Raising Hare was shortlisted for the Waterstone Book of the Year and just this week has been announced as the Hay Festival Book of the Year. And just this week too, I met Chloe Dalton when she spoke about the book a
t my local bookshop. She is a delight and so is the book. It’s not often that you can say a non-fiction book that he is unputdownable, but I really couldn’t stop reading this. It’s beautifully written. It’s an account of how a writer and political advisor found an abandoned leveret during lockdown and hand reared the baby hare. I’m one of those people who has never seen a hare in the wild. I’ve always wanted to, and this book has made me want to all the more. I’ve learned so much about these incredible creatures. What I also loved about the book was how transformative the experience has been for the writer. I’m always happy when people find a way to engage fully with the natural world.

 


Even though my TBR shelves are heaving and groaning under the weight of their numerous tomes I still browse in the charity shop bookshelves. I found this little book, AJ Pearce’s Dear Mrs. Bird. I’d heard of it but when I started tor mead it I thought I might have confused it with something else because it wasn’t what I was expecting. Nevertheless I read it and was thoroughly entertained by this tale of women and war and problems. It was amusing in places but also heartbreaking as one might expect with a war story.

 


I bought Miranda Hart’s I Haven’t Been Entirely Honest with You at my local bookshop on National Bookshop Day.
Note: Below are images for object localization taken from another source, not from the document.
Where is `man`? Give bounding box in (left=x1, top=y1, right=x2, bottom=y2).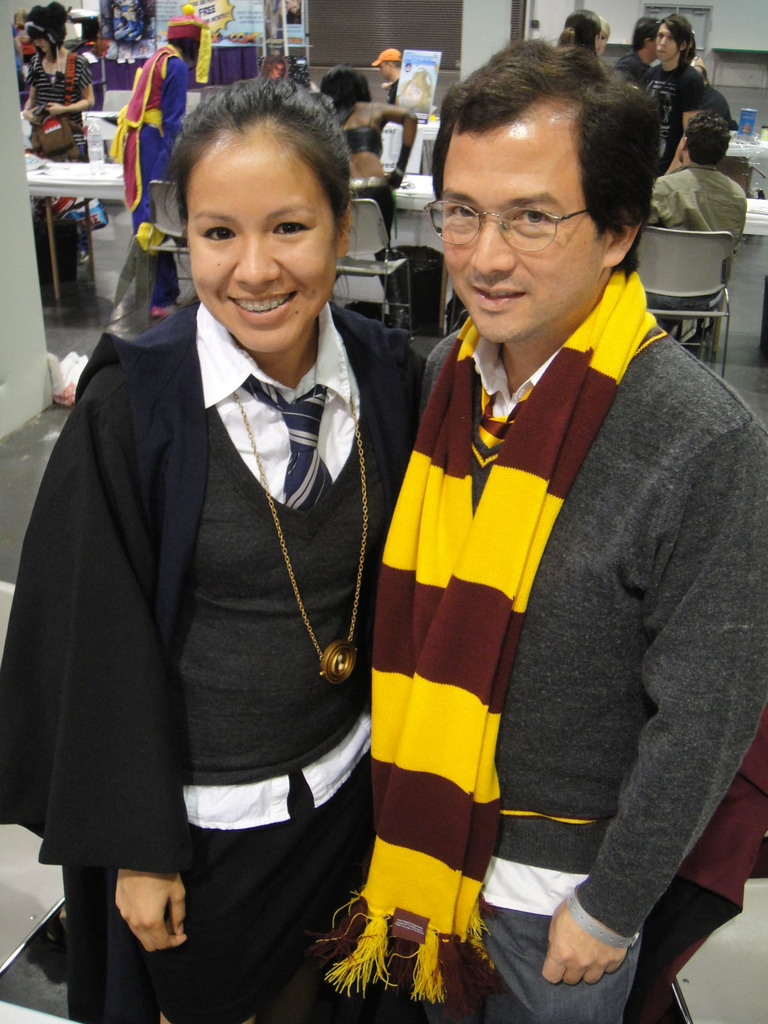
(left=319, top=44, right=756, bottom=993).
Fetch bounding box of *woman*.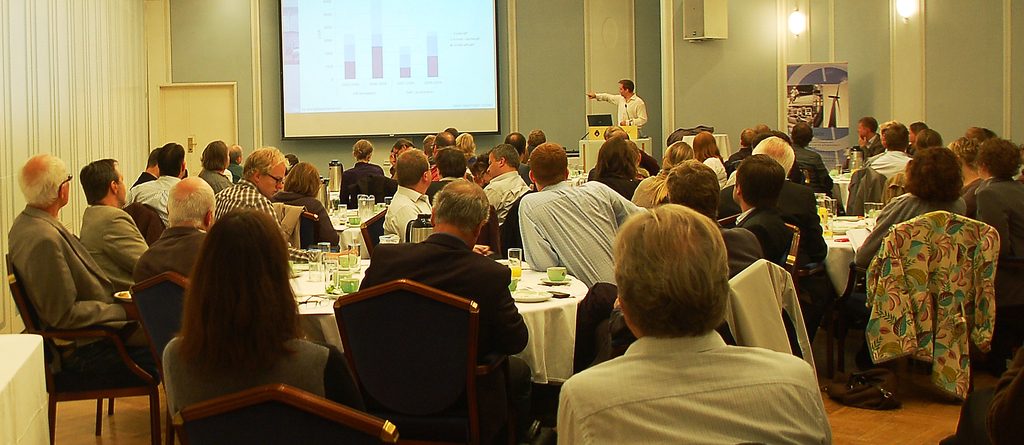
Bbox: crop(197, 139, 244, 191).
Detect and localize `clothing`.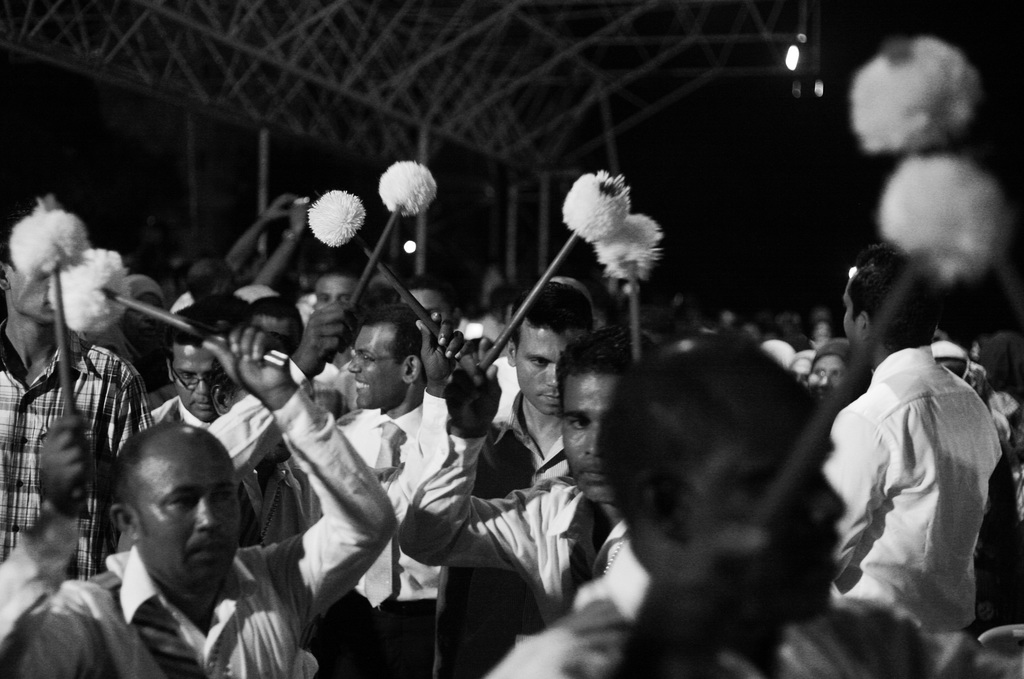
Localized at l=0, t=340, r=146, b=573.
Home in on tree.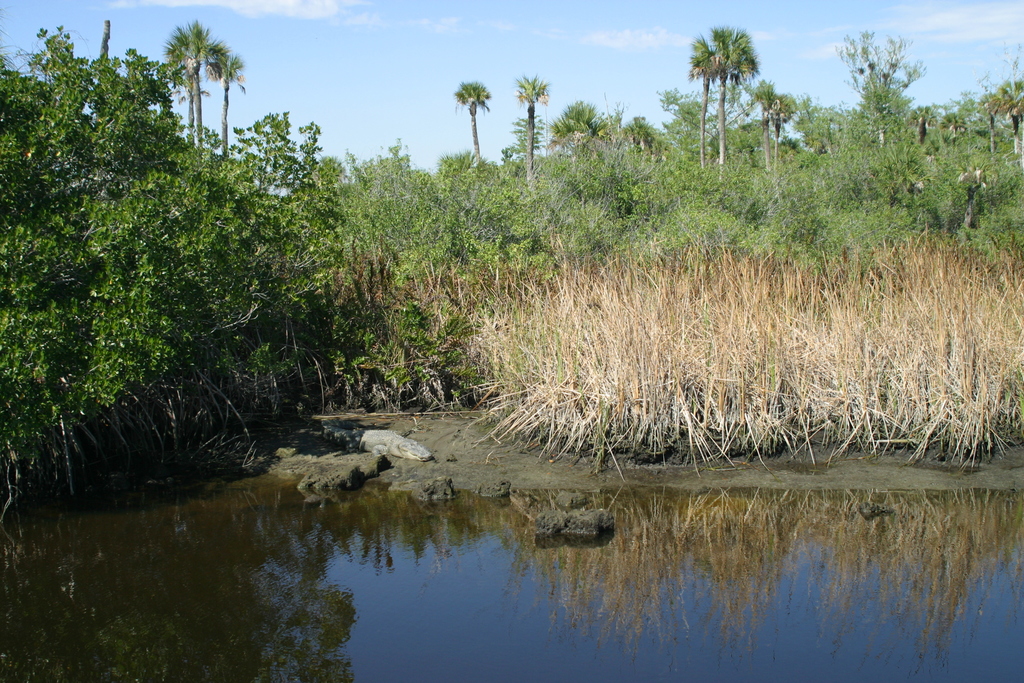
Homed in at (962, 78, 1023, 167).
It was very much an impulse buy, an ‘of the moment’ purchase. Had I not been caught up in the day I might not have bought it, reserved it at the library possibly.  It reads like a self-help book and perhaps that was the intent. There were some comic moments. My favourite was when Miranda admitted that she had thought Dua Lipa was a family car !

 


Samantha Harvey’s Orbital  won the Booker Prize this year and this was another impulse buy at the bookshop and I had actually reserved it at the library! It’s a deceptively slender volume but it exerts a power that befits a work twice its size. A team of six astronauts make a journey around the earth, philosophising, meditating and commenting upon the very essence of life on earth. It is quite beautiful.